You can hardly give one of those away now.

So, I'm telling you, in a few years, we will all be doing short videos to archive conversations, discussions, opinions, hellos to Gramma, etc., and sharing them online. You are going to have a camera hooked up to your computer and pop video out at will. You may very well carry a camera with you anywhere and capture video and send it anywhere.

You may very well activate a public camera to record what's going on wherever you are in order to explain your day later.

Anything can happen.

But I don't think that you can go very far wrong online if you empower people to participate and express themselves online.

The coach potato was, I contend, never that happy to be completely a potato. He was just waiting to sprout into a participant. The advent of the channel changer, that allowed the birth of the archetypical couch potato, too lazy to even get up and change channels, was actually the beginning of the end for the television-only household. Putting the viewer in charge of what they were viewing was the beginning of the end for the vapid shows and loud-commercials-down-your-throat marketing.

The couch participant, online, is completely in charge of where he/she's clicking and why.

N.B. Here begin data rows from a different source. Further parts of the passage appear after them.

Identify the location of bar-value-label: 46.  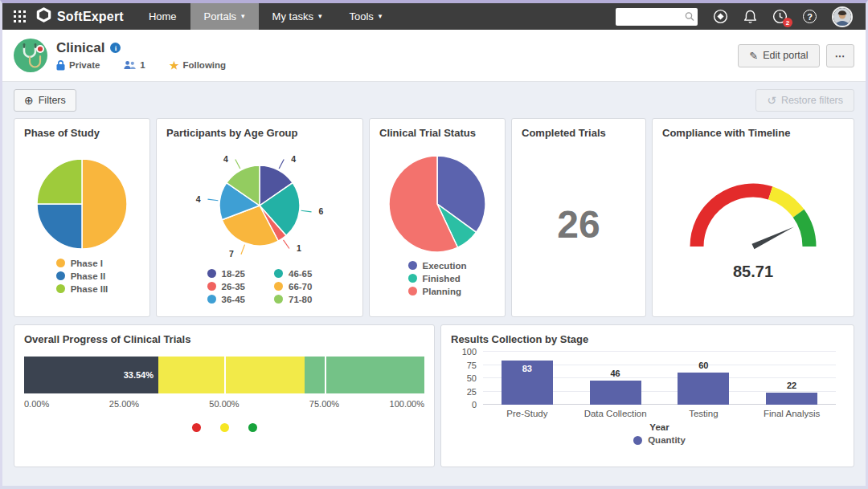
(616, 373).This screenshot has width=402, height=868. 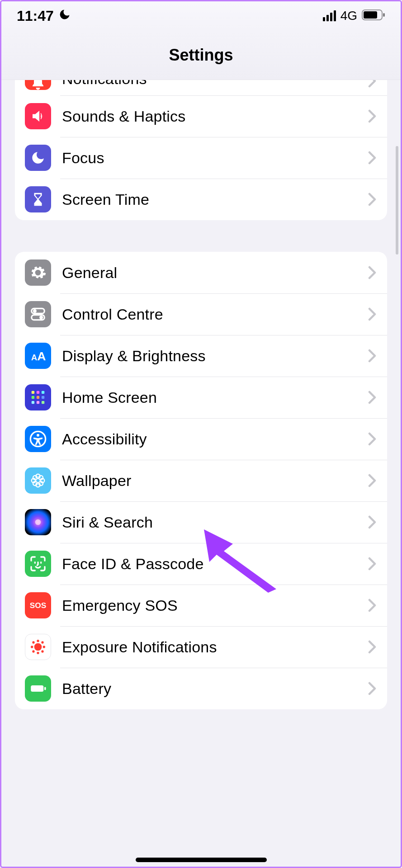 I want to click on siri-icon, so click(x=38, y=522).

And now, even the entertainment media are stepping up to the mark to provide customer-chosen content, via customer-controlled show-selection tools such as TiVo and UltimateTV.

Certainly there are times when I don't want to work, or info-consume, and want to potato out. Usually I go to the immersive movie house world. But that is all by choice, and in a small town like mine, often means a one-hour drive to the multiplex.

Even so, most of the time, I want to stand out from the crowd, not to be exceptional so much as to express, to show up at the plate and take a swing at life.

I think that is a healthy expression of my uniqueness and individuality. And I do not feel at all diminished by the fact that there are millions of others with the same urge to express.

I seriously doubt that a single one of them will come up with what I come up with. And if they did, I would love to meet such a wacky character.

In any case, the fact that there may very well be millions of people that are too educated and too opinionated and too much in need of self-expression to sit quietly on the sidelines anymore means that the consumer culture may be eroding. Instead, an expressive, participative, creative, gifting culture seems to be emerging.

To me, that is the real news. The real news about the Internet is the Internet itself... The emergence of a collaborative, informal, organic growth of interconnected information sources into one of the biggest expressions of human intelligence ever seen.

The businesses that facilitate that expression are the ones that, to me, deserve to prosper.

So, the Microsofts, The Netcapes, the Intels, the Oracles, everybody making server or client software, routers, authoring tools, all of them are great helps to this central drive to communicate.

Many of those guys have and will continue to make it big.

The companies that help people talk to each other and express themselves are, I believe, swimming out into the fast current of where the river is flowing, and will be, for the most part, swept to success most quickly.

You can visit this new country in your old marketing clothes, carrying a few cans of spam in your briefcase. But if and when you realize how things work, you will do well to do what the web does... create connection, and empower self-expression... And you will soon fit in, and prosper.

In that spirit, I welcome, and will include in the archive of this article, your comments?